Police in Norway have asked how a man’s body could have lain in his flat for nine years after he is believed to have died.
The man had been in his 60s and no-one reported him missing, police told Norwegian broadcaster NRK.
Police found the body in December last year in an apartment block in the capital, Oslo.
According to NRK, the body was found when a caretaker needed to enter the apartment for maintenance work.
Police say milk cartons and letters in the home suggested that the man had died in April 2011.
‘A special case’
Oslo police inspector Grete Lien Metlid told NRK: “We have thought a lot about it, my colleagues and people who have worked with this for many years.
“This is a special case, and it makes us ask questions about how it could happen.”
An autopsy showed the man had died from natural causes.
The Norwegian Labour and Welfare Administration (NAV) stopped sending his pension in 2018 when they could not contact him, the report says.
Not much is known about the man, but according to NRK he had been married a number of times and had children.
“Based on the picture we have, it is obviously a person who has chosen to have little contact with others,” Ms Lien Metlid told NRK.
He was not interested in talking to anyone, according to one neighbour.
Some in Norway say the case also highlights how technology is changing society.
“All his expenses were paid automatically from his bank account, everything was automatic,” said Prof Arne Krokan at the Norwegian University of Science and Technology.
“That’s something that would not have happened in the past. So if something strange happens, it’s possible nobody will notice.”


## Instructions to follow
Looking at the entries underneath, work out how many lines contain "燃气城市管道总长度". Write only that number.

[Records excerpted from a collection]
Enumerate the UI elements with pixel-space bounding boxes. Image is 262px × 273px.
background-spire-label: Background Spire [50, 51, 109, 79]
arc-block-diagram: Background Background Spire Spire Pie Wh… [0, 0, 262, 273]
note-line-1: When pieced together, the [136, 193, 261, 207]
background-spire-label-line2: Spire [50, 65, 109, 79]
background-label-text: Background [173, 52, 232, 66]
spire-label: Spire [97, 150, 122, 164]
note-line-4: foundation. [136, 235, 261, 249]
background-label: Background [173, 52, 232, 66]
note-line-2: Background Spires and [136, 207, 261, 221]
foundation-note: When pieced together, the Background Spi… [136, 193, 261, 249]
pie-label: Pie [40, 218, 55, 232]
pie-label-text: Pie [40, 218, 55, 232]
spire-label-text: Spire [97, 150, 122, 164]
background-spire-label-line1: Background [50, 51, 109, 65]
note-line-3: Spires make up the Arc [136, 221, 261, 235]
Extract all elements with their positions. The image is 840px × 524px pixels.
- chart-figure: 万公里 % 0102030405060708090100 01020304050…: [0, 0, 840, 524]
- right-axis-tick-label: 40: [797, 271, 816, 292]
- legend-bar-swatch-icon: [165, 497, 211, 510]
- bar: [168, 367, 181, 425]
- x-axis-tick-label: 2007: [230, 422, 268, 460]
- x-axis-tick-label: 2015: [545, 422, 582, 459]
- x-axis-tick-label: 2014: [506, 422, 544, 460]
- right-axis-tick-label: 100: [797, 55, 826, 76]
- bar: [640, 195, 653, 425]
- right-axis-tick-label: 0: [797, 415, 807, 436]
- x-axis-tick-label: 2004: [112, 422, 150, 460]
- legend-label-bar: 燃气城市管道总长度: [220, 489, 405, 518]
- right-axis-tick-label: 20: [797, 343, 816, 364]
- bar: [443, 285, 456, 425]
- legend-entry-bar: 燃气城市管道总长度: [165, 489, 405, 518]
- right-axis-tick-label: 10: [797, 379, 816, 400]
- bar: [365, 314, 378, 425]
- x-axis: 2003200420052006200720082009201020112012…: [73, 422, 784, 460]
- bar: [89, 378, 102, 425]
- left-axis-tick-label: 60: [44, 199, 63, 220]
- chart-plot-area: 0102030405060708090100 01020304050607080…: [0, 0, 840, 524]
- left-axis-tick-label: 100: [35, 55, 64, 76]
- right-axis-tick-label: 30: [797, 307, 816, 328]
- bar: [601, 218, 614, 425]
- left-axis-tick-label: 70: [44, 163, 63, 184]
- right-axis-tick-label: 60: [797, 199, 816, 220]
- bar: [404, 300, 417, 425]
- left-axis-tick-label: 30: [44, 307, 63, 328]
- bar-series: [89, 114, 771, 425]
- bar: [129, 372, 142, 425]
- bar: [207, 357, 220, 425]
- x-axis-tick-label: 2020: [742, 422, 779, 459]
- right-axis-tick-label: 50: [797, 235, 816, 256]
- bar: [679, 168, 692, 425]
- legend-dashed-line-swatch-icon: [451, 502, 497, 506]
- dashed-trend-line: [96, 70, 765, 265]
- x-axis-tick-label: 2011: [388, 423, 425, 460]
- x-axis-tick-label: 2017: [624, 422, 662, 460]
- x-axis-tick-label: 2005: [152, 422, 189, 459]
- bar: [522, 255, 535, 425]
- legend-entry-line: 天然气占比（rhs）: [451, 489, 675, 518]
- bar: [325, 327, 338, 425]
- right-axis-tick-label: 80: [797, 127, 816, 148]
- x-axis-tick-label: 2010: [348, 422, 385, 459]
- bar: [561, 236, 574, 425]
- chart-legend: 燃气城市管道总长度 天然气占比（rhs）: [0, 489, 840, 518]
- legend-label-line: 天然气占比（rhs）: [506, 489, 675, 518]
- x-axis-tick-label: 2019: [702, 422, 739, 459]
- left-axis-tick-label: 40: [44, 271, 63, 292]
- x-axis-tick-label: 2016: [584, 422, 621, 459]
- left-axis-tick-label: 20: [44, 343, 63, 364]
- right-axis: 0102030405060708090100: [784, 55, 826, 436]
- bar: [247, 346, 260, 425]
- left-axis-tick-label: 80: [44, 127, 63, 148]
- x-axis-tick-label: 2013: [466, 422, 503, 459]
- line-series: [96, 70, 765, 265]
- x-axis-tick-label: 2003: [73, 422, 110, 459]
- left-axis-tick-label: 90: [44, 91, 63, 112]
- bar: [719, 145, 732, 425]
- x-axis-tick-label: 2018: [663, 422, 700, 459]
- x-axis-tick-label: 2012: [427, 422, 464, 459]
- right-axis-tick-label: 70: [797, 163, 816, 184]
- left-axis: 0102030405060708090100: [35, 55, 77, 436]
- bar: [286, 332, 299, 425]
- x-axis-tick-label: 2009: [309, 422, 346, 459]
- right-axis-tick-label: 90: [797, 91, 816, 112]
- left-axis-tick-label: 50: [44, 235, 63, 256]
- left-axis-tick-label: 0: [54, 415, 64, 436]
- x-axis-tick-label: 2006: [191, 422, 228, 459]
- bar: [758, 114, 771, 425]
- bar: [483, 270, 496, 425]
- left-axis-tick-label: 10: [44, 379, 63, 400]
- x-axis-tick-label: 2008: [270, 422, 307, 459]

## Solution for this problem
3